1. Introduction: Understanding Venezuela Before and Under Chávez
Section one: For years, the social movements were treated as hordes, as unruly ‘negros’
2. Barrio Lives and Histories
3. Contested Community Politics
Section two: If we don’t transform the state, we keep strengthening the old
4. The State as a Battlefield
5. Popularizing the State
Section three: Here in Venezuela, we have always been quite ‘consumista’
6. Moralities, Money, and Extractive Capitalism
7. Collective Consumption and the Magical State
8. Corruption in the Petro-State
9. Conclusion: Understanding the Revolutionary Petro-State
Iselin Åsedotter Strønen is Associate Professor of Social Anthropology at the University of Bergen, Norway, and Affiliated Researcher at the Chr. Michelsen Institute (CMI), Norway.
This book is published open access under a CC BY 4.0 license.
This book presents an ethnographic study of how grassroots activism in Venezuela during the Chávez presidency can be understood in relation to the country's history as a petro-state. Taking the contested relationship between the popular sectors and the Venezuelan state as a point of departure, Iselin Åsedotter Strønen explores how notions such as class, race, state, bureaucracy, popular politics, capitalism, neoliberalism, consumption, oil wealth, and corruption gained salience in the Bolivarian process. A central argument is that the Bolivarian process was an attempt to challenge the practices, ideas, and values inherited from Venezuela's historical development as an oil-producing state. Drawing on rich ethnographic material from Caracas' shantytowns, state institutions, as well as everyday life and public culture, Strønen explores the complexities and challenges in fostering deep social and political change.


__ASSIGNMENT__.
Will you output the entries below exactly, skipping every image they contain?

[Records drawn from a dataset]
------
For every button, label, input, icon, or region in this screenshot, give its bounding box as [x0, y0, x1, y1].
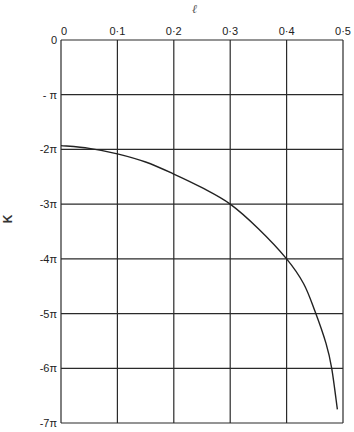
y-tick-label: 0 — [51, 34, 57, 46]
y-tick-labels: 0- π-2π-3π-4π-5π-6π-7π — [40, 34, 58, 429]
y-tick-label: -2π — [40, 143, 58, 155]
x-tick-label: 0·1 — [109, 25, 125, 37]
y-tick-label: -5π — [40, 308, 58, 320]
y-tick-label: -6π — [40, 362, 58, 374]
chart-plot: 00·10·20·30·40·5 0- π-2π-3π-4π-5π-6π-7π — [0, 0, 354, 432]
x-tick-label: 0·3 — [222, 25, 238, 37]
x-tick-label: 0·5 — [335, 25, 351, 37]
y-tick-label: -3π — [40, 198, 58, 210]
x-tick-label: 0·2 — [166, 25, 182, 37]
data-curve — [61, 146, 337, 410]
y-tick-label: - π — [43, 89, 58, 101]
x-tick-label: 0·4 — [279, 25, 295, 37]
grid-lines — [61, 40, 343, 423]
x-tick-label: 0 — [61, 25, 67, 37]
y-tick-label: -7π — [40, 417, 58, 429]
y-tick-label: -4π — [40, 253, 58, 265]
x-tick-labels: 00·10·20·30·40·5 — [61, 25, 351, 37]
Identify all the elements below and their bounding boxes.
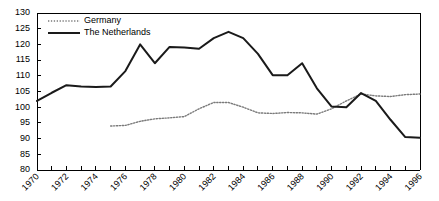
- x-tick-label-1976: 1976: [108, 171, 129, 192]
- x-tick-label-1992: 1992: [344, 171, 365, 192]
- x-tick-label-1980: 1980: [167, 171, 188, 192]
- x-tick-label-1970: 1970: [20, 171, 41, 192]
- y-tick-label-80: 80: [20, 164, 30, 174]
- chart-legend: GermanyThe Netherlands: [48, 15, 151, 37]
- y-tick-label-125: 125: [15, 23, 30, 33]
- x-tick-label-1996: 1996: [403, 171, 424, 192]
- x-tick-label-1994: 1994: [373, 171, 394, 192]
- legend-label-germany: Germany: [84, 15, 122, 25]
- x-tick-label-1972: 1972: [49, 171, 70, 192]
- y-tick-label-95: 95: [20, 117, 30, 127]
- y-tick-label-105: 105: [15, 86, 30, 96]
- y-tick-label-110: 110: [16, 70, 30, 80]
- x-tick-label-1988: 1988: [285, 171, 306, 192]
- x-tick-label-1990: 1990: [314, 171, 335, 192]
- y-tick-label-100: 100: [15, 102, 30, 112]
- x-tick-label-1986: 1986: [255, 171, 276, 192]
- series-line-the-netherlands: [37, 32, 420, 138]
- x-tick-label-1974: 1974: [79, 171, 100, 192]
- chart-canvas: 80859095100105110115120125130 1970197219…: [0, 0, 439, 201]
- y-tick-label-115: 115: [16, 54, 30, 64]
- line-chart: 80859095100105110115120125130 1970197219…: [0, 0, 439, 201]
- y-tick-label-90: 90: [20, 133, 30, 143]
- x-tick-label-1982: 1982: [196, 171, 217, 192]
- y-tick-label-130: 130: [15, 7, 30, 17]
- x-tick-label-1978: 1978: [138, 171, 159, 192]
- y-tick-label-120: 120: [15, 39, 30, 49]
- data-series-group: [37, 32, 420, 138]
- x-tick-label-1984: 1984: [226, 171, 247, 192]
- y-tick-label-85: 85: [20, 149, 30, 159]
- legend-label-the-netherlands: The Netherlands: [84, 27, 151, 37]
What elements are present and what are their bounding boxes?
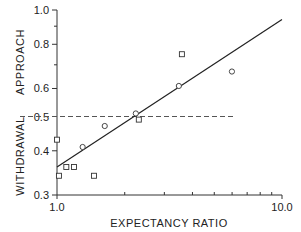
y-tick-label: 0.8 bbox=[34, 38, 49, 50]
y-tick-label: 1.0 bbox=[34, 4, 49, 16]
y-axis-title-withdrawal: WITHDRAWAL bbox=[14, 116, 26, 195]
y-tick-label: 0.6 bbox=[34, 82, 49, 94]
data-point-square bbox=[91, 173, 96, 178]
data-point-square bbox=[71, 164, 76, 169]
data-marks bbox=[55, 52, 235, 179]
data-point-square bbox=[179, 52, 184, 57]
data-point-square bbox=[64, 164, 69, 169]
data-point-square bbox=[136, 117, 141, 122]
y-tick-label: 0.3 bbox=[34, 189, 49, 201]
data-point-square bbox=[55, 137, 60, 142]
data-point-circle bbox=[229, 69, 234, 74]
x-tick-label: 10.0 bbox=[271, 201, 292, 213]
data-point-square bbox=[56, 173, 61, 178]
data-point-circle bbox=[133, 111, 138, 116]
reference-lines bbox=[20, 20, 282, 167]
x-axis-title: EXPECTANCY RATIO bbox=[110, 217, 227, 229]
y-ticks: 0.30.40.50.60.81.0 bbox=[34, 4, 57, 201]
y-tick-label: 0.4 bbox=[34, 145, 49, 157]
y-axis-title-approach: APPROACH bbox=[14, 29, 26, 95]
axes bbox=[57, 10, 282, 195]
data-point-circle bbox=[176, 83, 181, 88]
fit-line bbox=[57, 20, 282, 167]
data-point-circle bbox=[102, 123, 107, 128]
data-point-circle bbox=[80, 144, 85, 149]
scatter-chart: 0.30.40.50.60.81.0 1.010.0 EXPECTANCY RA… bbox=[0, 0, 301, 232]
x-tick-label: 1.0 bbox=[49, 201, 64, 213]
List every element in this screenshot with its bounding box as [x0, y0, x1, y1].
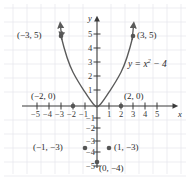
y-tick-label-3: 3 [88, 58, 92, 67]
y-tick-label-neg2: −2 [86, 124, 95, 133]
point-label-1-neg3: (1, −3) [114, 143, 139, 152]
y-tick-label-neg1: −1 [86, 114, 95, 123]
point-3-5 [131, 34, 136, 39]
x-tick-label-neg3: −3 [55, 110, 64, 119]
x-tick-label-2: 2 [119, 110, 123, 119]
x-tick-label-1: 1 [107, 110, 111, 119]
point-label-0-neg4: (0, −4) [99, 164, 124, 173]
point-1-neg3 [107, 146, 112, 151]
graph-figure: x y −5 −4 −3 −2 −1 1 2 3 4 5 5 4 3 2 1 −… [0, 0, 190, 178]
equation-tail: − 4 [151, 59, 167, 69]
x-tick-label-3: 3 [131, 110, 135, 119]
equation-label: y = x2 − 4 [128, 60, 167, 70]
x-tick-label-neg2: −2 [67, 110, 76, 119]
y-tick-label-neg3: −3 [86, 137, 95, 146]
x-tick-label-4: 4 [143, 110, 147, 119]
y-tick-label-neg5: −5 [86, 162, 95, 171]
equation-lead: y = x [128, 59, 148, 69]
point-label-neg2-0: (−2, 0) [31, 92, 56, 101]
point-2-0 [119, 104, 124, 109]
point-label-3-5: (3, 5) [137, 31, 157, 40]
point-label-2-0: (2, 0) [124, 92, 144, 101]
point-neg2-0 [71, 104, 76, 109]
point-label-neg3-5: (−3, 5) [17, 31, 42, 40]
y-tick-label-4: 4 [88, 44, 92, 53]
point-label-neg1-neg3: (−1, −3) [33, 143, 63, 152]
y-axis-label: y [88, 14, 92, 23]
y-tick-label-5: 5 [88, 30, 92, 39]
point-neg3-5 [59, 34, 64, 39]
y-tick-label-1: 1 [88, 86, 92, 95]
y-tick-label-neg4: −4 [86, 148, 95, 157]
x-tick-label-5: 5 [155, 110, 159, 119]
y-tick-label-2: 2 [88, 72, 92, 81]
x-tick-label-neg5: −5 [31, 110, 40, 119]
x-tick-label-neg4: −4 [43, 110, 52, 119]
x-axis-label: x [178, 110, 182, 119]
------
__SOLVED EXERCISE__.
For every button, label, input, icon, or region in this screenshot, give its bounding box as [x0, y0, x1, y1].
y-tick-label: 0 — [51, 34, 57, 46]
y-tick-labels: 0- π-2π-3π-4π-5π-6π-7π — [40, 34, 58, 429]
y-tick-label: -2π — [40, 143, 58, 155]
x-tick-label: 0·1 — [109, 25, 125, 37]
y-tick-label: -5π — [40, 308, 58, 320]
y-tick-label: -6π — [40, 362, 58, 374]
chart-plot: 00·10·20·30·40·5 0- π-2π-3π-4π-5π-6π-7π — [0, 0, 354, 432]
x-tick-label: 0·3 — [222, 25, 238, 37]
x-tick-label: 0·5 — [335, 25, 351, 37]
y-tick-label: -3π — [40, 198, 58, 210]
x-tick-label: 0·2 — [166, 25, 182, 37]
data-curve — [61, 146, 337, 410]
y-tick-label: - π — [43, 89, 58, 101]
x-tick-label: 0·4 — [279, 25, 295, 37]
grid-lines — [61, 40, 343, 423]
x-tick-label: 0 — [61, 25, 67, 37]
y-tick-label: -7π — [40, 417, 58, 429]
y-tick-label: -4π — [40, 253, 58, 265]
x-tick-labels: 00·10·20·30·40·5 — [61, 25, 351, 37]
Identify all the elements below and their bounding boxes.
- x-tick-label-1976: 1976: [108, 171, 129, 192]
- x-tick-label-1992: 1992: [344, 171, 365, 192]
- x-tick-label-1980: 1980: [167, 171, 188, 192]
- x-tick-label-1970: 1970: [20, 171, 41, 192]
- y-tick-label-80: 80: [20, 164, 30, 174]
- chart-legend: GermanyThe Netherlands: [48, 15, 151, 37]
- y-tick-label-125: 125: [15, 23, 30, 33]
- x-tick-label-1996: 1996: [403, 171, 424, 192]
- x-tick-label-1994: 1994: [373, 171, 394, 192]
- legend-label-germany: Germany: [84, 15, 122, 25]
- x-tick-label-1972: 1972: [49, 171, 70, 192]
- y-tick-label-95: 95: [20, 117, 30, 127]
- y-tick-label-105: 105: [15, 86, 30, 96]
- y-tick-label-110: 110: [16, 70, 30, 80]
- x-tick-label-1988: 1988: [285, 171, 306, 192]
- x-tick-label-1990: 1990: [314, 171, 335, 192]
- y-tick-label-100: 100: [15, 102, 30, 112]
- x-tick-label-1986: 1986: [255, 171, 276, 192]
- series-line-the-netherlands: [37, 32, 420, 138]
- x-tick-label-1974: 1974: [79, 171, 100, 192]
- chart-canvas: 80859095100105110115120125130 1970197219…: [0, 0, 439, 201]
- y-tick-label-115: 115: [16, 54, 30, 64]
- line-chart: 80859095100105110115120125130 1970197219…: [0, 0, 439, 201]
- y-tick-label-90: 90: [20, 133, 30, 143]
- x-tick-label-1982: 1982: [196, 171, 217, 192]
- y-tick-label-130: 130: [15, 7, 30, 17]
- x-tick-label-1978: 1978: [138, 171, 159, 192]
- y-tick-label-120: 120: [15, 39, 30, 49]
- data-series-group: [37, 32, 420, 138]
- x-tick-label-1984: 1984: [226, 171, 247, 192]
- y-tick-label-85: 85: [20, 149, 30, 159]
- legend-label-the-netherlands: The Netherlands: [84, 27, 151, 37]
What elements are present and what are their bounding boxes?
y-tick-label: 0.8 bbox=[34, 38, 49, 50]
y-tick-label: 1.0 bbox=[34, 4, 49, 16]
y-axis-title-withdrawal: WITHDRAWAL bbox=[14, 116, 26, 195]
y-tick-label: 0.6 bbox=[34, 82, 49, 94]
data-point-square bbox=[91, 173, 96, 178]
data-point-square bbox=[71, 164, 76, 169]
data-marks bbox=[55, 52, 235, 179]
data-point-square bbox=[179, 52, 184, 57]
data-point-square bbox=[64, 164, 69, 169]
data-point-square bbox=[136, 117, 141, 122]
y-tick-label: 0.3 bbox=[34, 189, 49, 201]
data-point-square bbox=[55, 137, 60, 142]
data-point-circle bbox=[229, 69, 234, 74]
x-tick-label: 10.0 bbox=[271, 201, 292, 213]
data-point-square bbox=[56, 173, 61, 178]
data-point-circle bbox=[133, 111, 138, 116]
reference-lines bbox=[20, 20, 282, 167]
x-axis-title: EXPECTANCY RATIO bbox=[110, 217, 227, 229]
y-ticks: 0.30.40.50.60.81.0 bbox=[34, 4, 57, 201]
y-tick-label: 0.4 bbox=[34, 145, 49, 157]
y-axis-title-approach: APPROACH bbox=[14, 29, 26, 95]
axes bbox=[57, 10, 282, 195]
data-point-circle bbox=[176, 83, 181, 88]
fit-line bbox=[57, 20, 282, 167]
data-point-circle bbox=[102, 123, 107, 128]
data-point-circle bbox=[80, 144, 85, 149]
scatter-chart: 0.30.40.50.60.81.0 1.010.0 EXPECTANCY RA… bbox=[0, 0, 301, 232]
x-tick-label: 1.0 bbox=[49, 201, 64, 213]
List every element in this screenshot with its bounding box as [x0, y0, x1, y1].
y-tick-label-3: 3 [88, 58, 92, 67]
y-tick-label-neg2: −2 [86, 124, 95, 133]
point-label-1-neg3: (1, −3) [114, 143, 139, 152]
y-tick-label-neg1: −1 [86, 114, 95, 123]
point-3-5 [131, 34, 136, 39]
x-tick-label-neg3: −3 [55, 110, 64, 119]
x-tick-label-2: 2 [119, 110, 123, 119]
x-tick-label-1: 1 [107, 110, 111, 119]
point-label-0-neg4: (0, −4) [99, 164, 124, 173]
point-1-neg3 [107, 146, 112, 151]
graph-figure: x y −5 −4 −3 −2 −1 1 2 3 4 5 5 4 3 2 1 −… [0, 0, 190, 178]
equation-tail: − 4 [151, 59, 167, 69]
x-tick-label-3: 3 [131, 110, 135, 119]
equation-label: y = x2 − 4 [128, 60, 167, 70]
x-tick-label-neg2: −2 [67, 110, 76, 119]
y-tick-label-neg3: −3 [86, 137, 95, 146]
x-tick-label-4: 4 [143, 110, 147, 119]
y-tick-label-neg5: −5 [86, 162, 95, 171]
equation-lead: y = x [128, 59, 148, 69]
point-label-neg2-0: (−2, 0) [31, 92, 56, 101]
point-2-0 [119, 104, 124, 109]
point-label-3-5: (3, 5) [137, 31, 157, 40]
point-label-2-0: (2, 0) [124, 92, 144, 101]
point-neg2-0 [71, 104, 76, 109]
point-label-neg3-5: (−3, 5) [17, 31, 42, 40]
y-tick-label-4: 4 [88, 44, 92, 53]
point-label-neg1-neg3: (−1, −3) [33, 143, 63, 152]
y-axis-label: y [88, 14, 92, 23]
y-tick-label-5: 5 [88, 30, 92, 39]
point-neg3-5 [59, 34, 64, 39]
y-tick-label-1: 1 [88, 86, 92, 95]
y-tick-label-neg4: −4 [86, 148, 95, 157]
x-tick-label-5: 5 [155, 110, 159, 119]
y-tick-label-2: 2 [88, 72, 92, 81]
x-tick-label-neg5: −5 [31, 110, 40, 119]
x-tick-label-neg4: −4 [43, 110, 52, 119]
x-axis-label: x [178, 110, 182, 119]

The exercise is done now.